In short
1 Kings 18. God and Elijah win a contest against the wicked king Ahab and the prophets of a false god named Baal. The false prophets are thoroughly embarrassed and slaughtered.
Why it is important
It shows the mighty power of God. It is both an epic showdown and a hilarious defeat of a false god and its followers.
Main characters
- Elijah, THE most famous prophet in Israel’s history*
- King Ahab, one of the very most wicked kings in Israel’s history**
- Obadiah – not the prophet that wrote that book that you are thinking of; this is also a righteous man, but one who has the misfortune of working for King Ahab
- 450 prophets of Baal, a false god that King Ahab worships
Ahab thoroughly hates Elijah (18:17) and has a manhunt out for him (18:10)
What is in this story (1 Kings 18)
In the previous chapter, a drought (no rain) comes upon the land for years. Now it is time for the drought to end. But first…
- The LORD tells Elijah to go meet King Ahab (v. 1)
- First, Elijah runs into Obadiah, who is on a mission for the king (vs. 5-7)
- Elijah asks Obadiah to tell Ahab that Elijah popped back up on the grid (v. 8)
- Obadiah says, ARE YOU NUTS? Ahab will surely kill me! (vs. 9-14)
- Elijah promises that he will not weasel out (v. 15)
- Elijah tells Ahab, Meet me at Mount Carmel with the nation and all your false prophets (vs. 18-19)
- The rules: Each team gets a bull. Cut it up and lay it on firewood but don’t light a fire. We each call our god and whoever responds with fire, that’s the real God. Ahab’s team goes first. (vs. 23-25)
- The prophets of Baal do everything they can, and utterly fail, and Elijah mocks them (vs. 26-29)
- Elijah’s turn. He follows the rules and even has the Israelites pour tons of water over everything, with a trench to boot. Then he prays. (vs. 30-37)
- The LORD answers Elijah with fire that destroys EVERYTHING, even the water (v. 38)
- Many believe in God (v. 39)
- Elijah has his new friends round up the prophets of Baal, and Elijah kills them all (v. 40)
- And finally, it rains again (vs. 41-46)
Things that are not so well-known
- There are also 400 prophets of Asherah (another false god/idol) on Ahab’s side (v. 19), but they are only mentioned the one time. The story focuses on Baal (vs. 22, 25, 26, 40).
- I love Obadiah’s reasoning in verse 12 – I know how you are Elijah: the Spirit of God will whisk you away and then what – I’m left standing in front of Ahab with no Elijah.
- Where did the water come from for Elijah’s altar and trench? It was a drought, and they were on a mountain. Perhaps it was miraculous, like Meribah?
Theology and doctrine
Obadiah gets the Oskar Schindler award for saving 100 Jews from certain death (vs. 3-4, 13).

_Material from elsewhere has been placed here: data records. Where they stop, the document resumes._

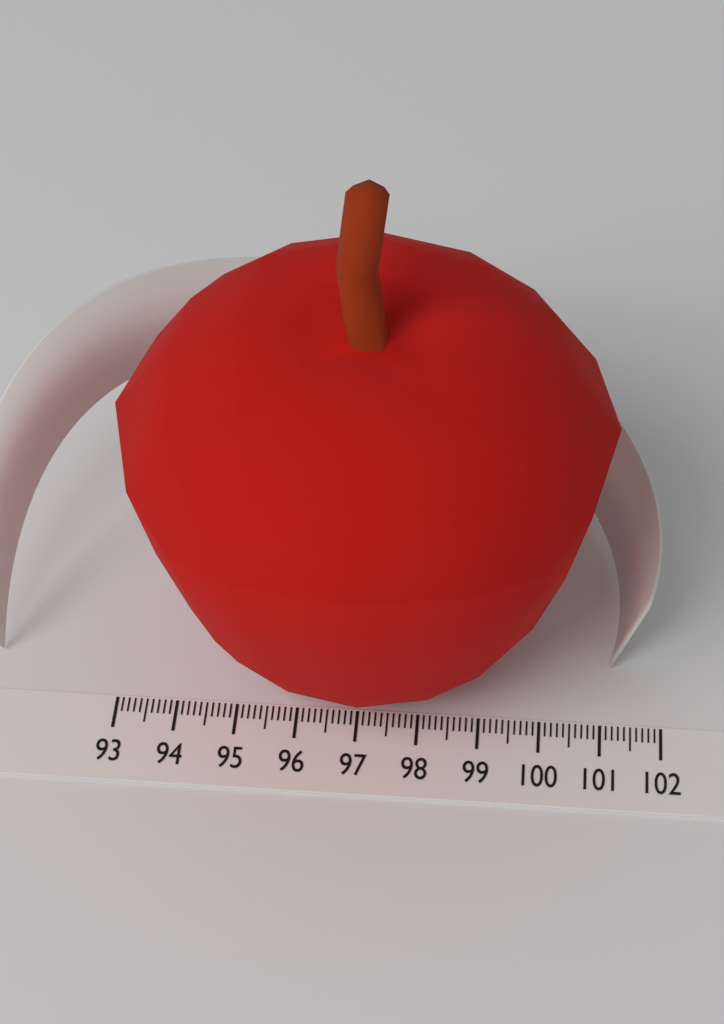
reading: 101.0 (no unit)
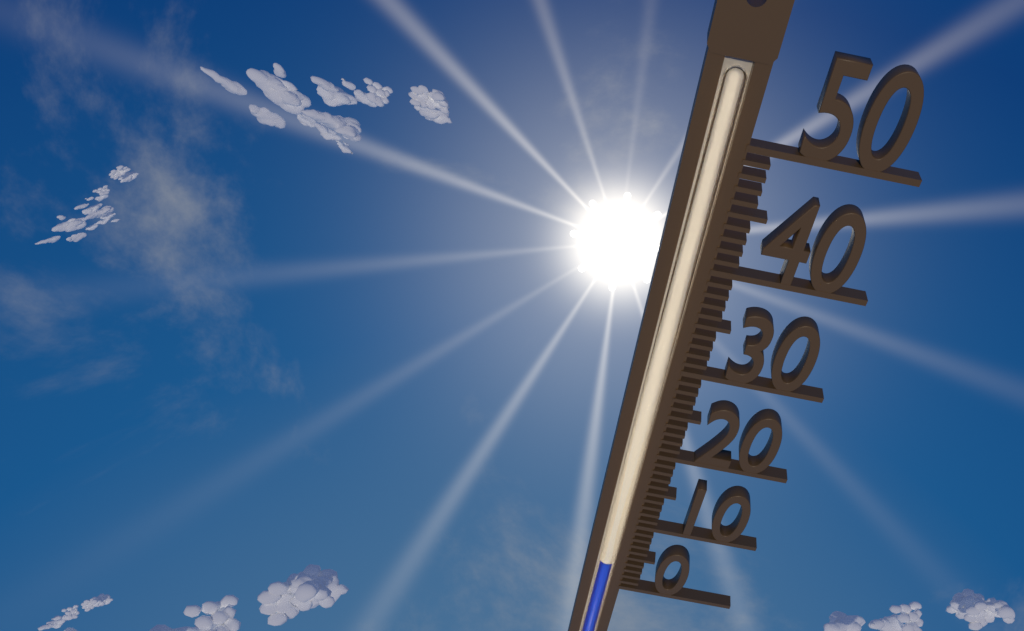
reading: 4 (no unit)
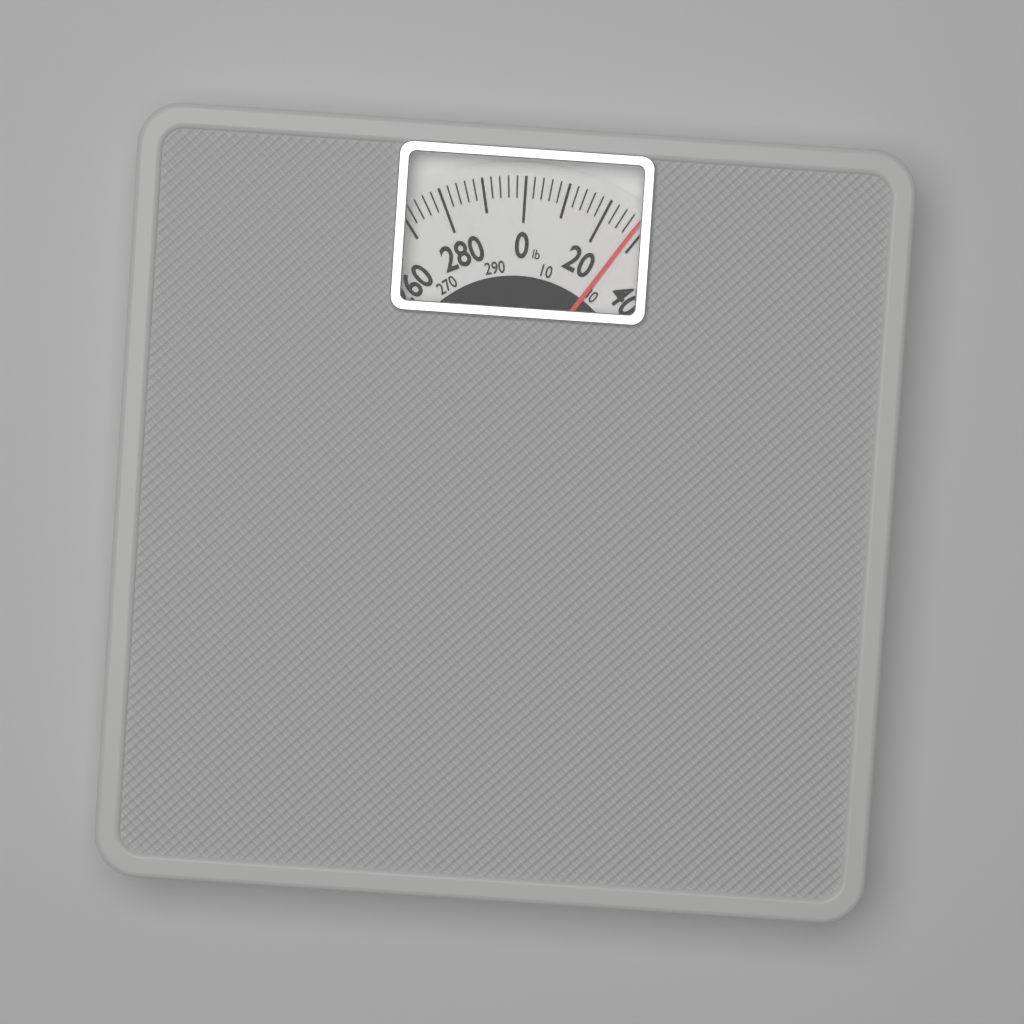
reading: 28 lb
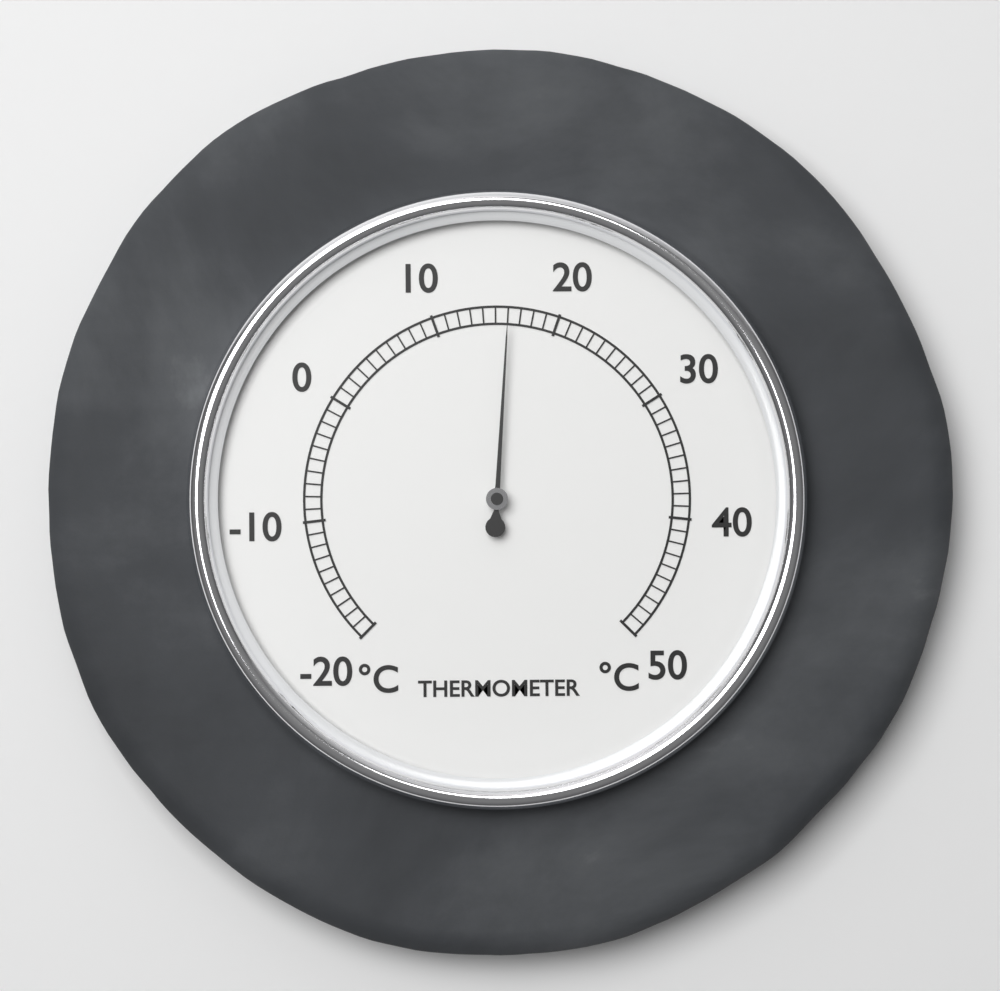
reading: 16 °C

The strange thing about that is that it seems that this event where “Jezebel killed the prophets of the LORD” (v. 13) is not recorded anywhere else.
But their death and hiding in caves (v. 4) is hinted at in Heb 11:32, 37-38: “the prophets… were stoned, they were sawn in two, they were killed with the sword. …wandering about in deserts and mountains, and in dens and caves of the earth.”
Footnotes
* Elijah appears at the transfiguration (Matt 17:1-3), and I would say that cements him as the epitome of the prophets
** I want to say that Ahab is actually THE worst (1Ki 16:30), but I’d have to do a little more homework.